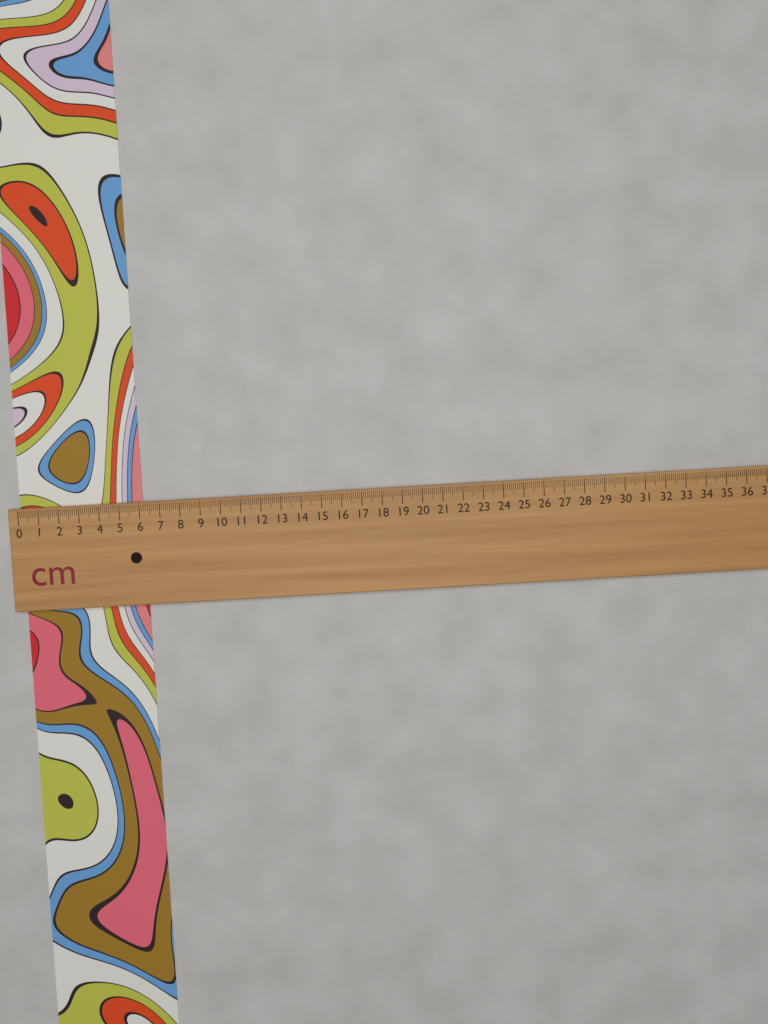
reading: 6.1 cm
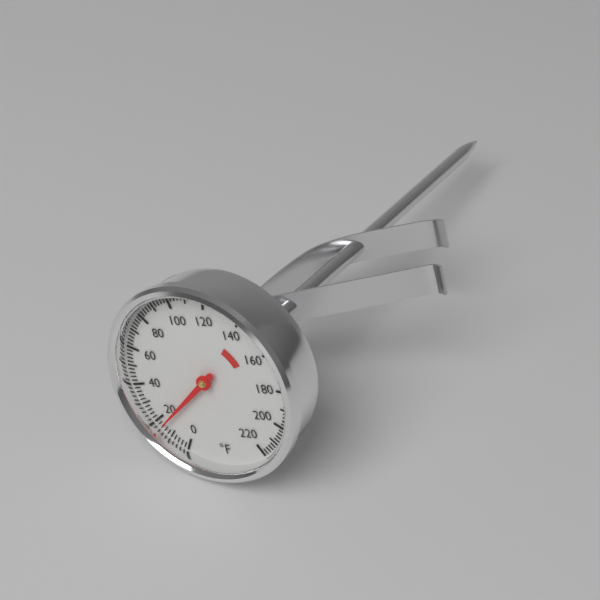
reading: 16 °F
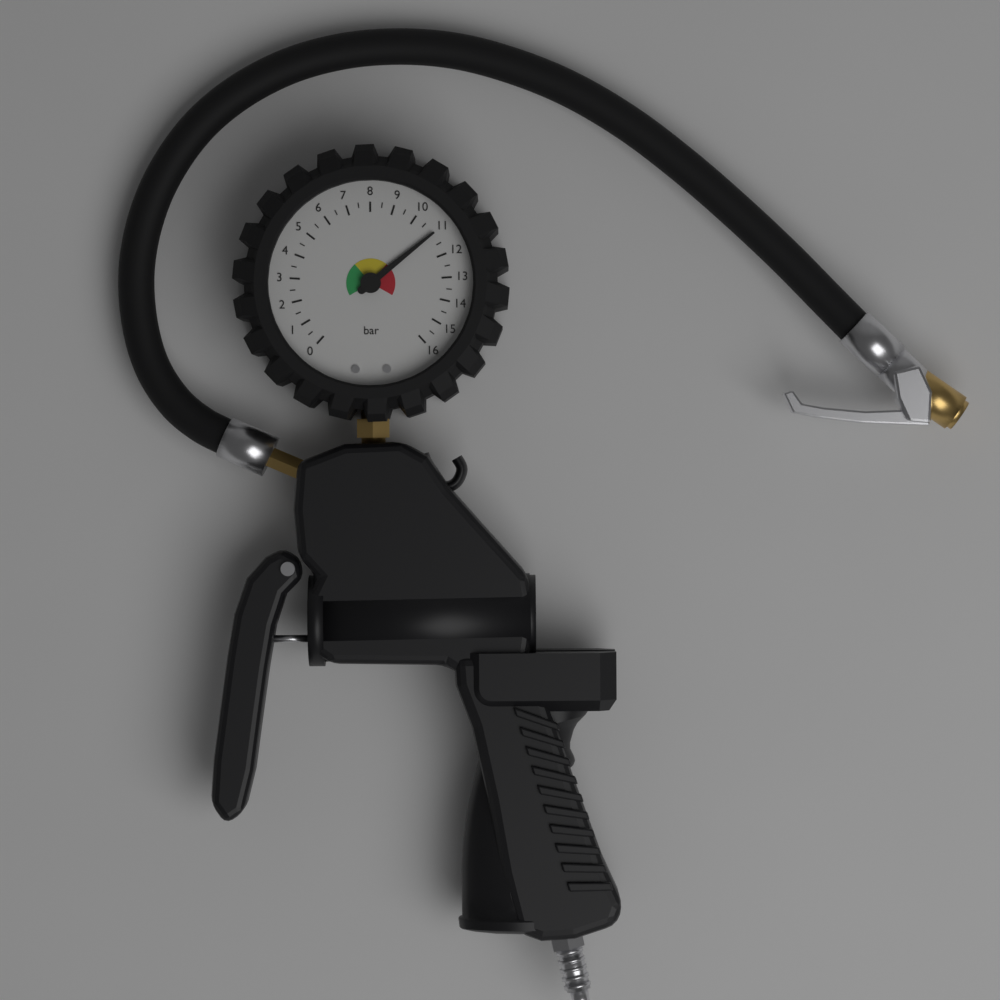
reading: 11.0 bar
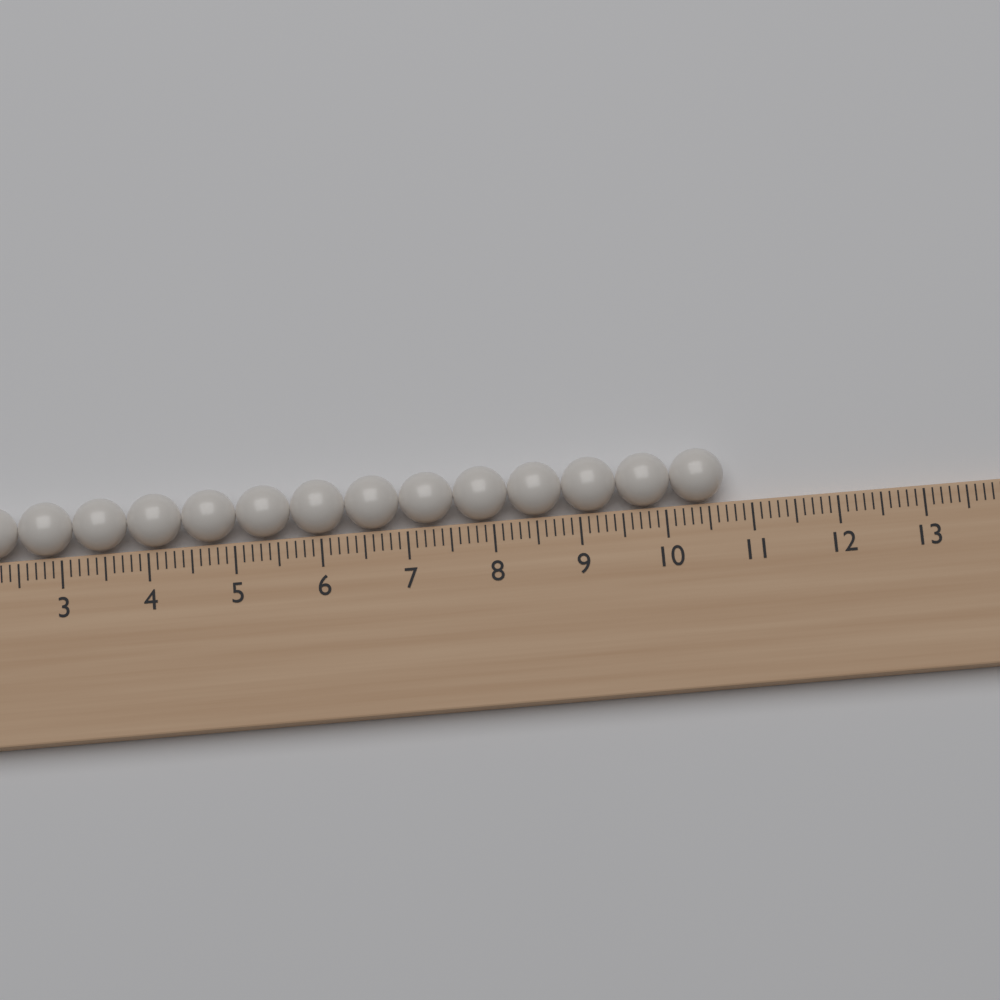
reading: 10.7 (no unit)
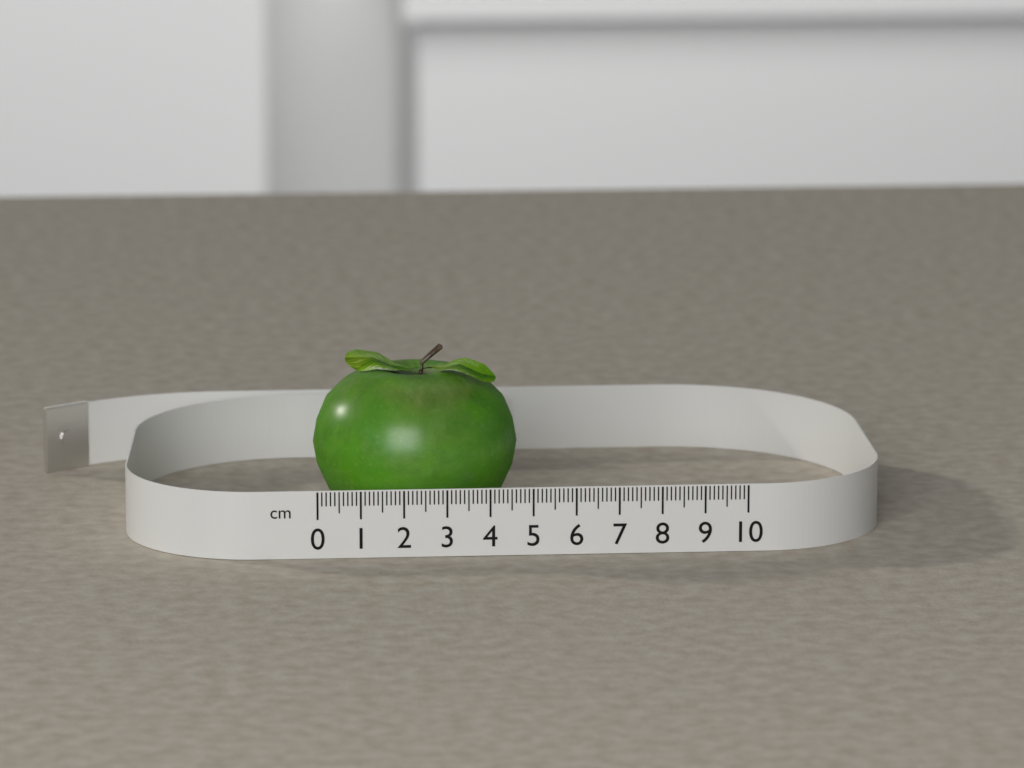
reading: 4.8 cm
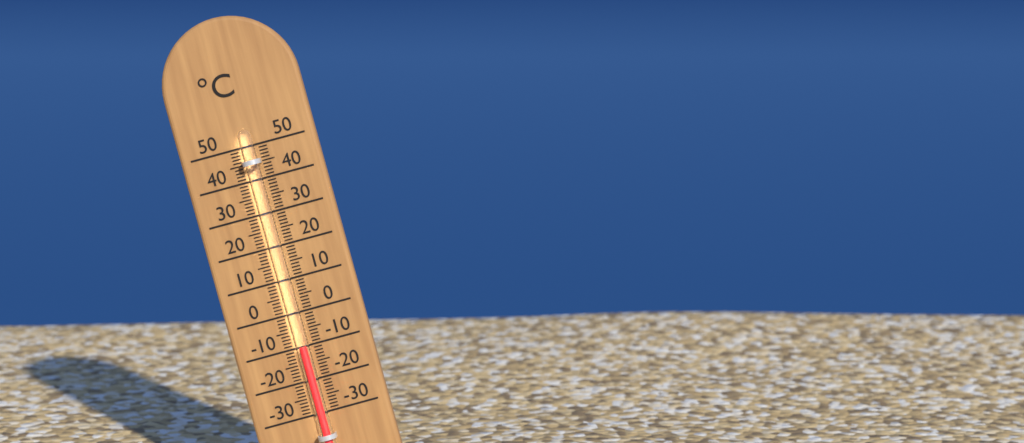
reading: -10 °C
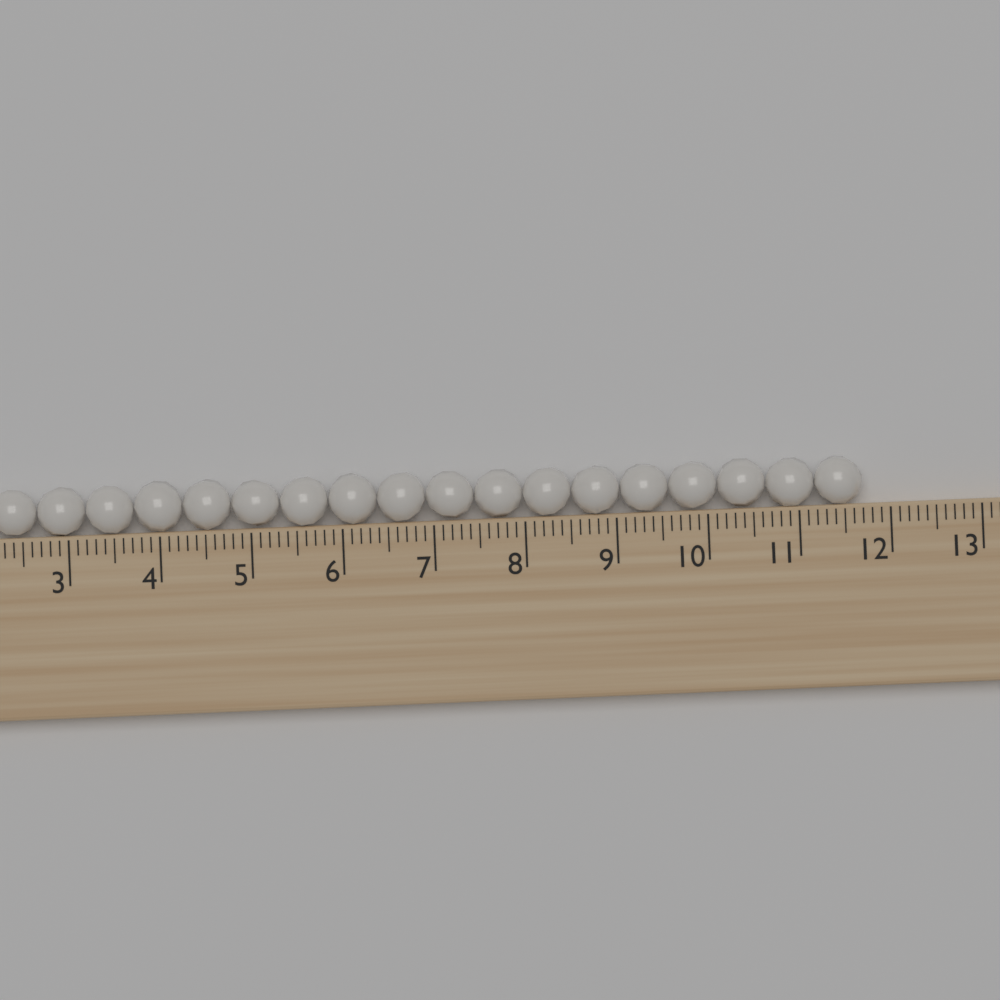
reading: 11.7 (no unit)
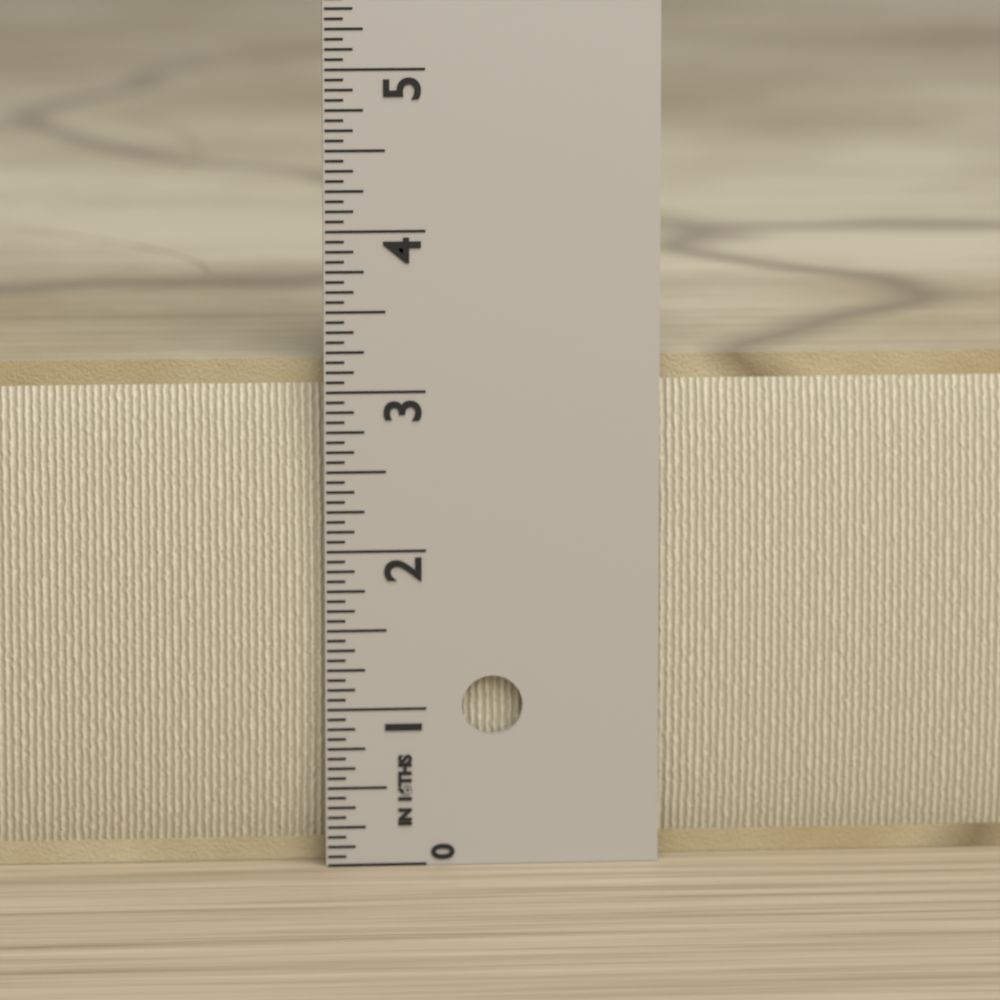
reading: 3.1875 in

════════════════════

▸ Goal of the exercise
Copy each line of the records above without change, but do not include any picture.

▸ Response
reading: 6.1 cm
reading: 16 °F
reading: 11.0 bar
reading: 10.7 (no unit)
reading: 4.8 cm
reading: -10 °C
reading: 11.7 (no unit)
reading: 3.1875 in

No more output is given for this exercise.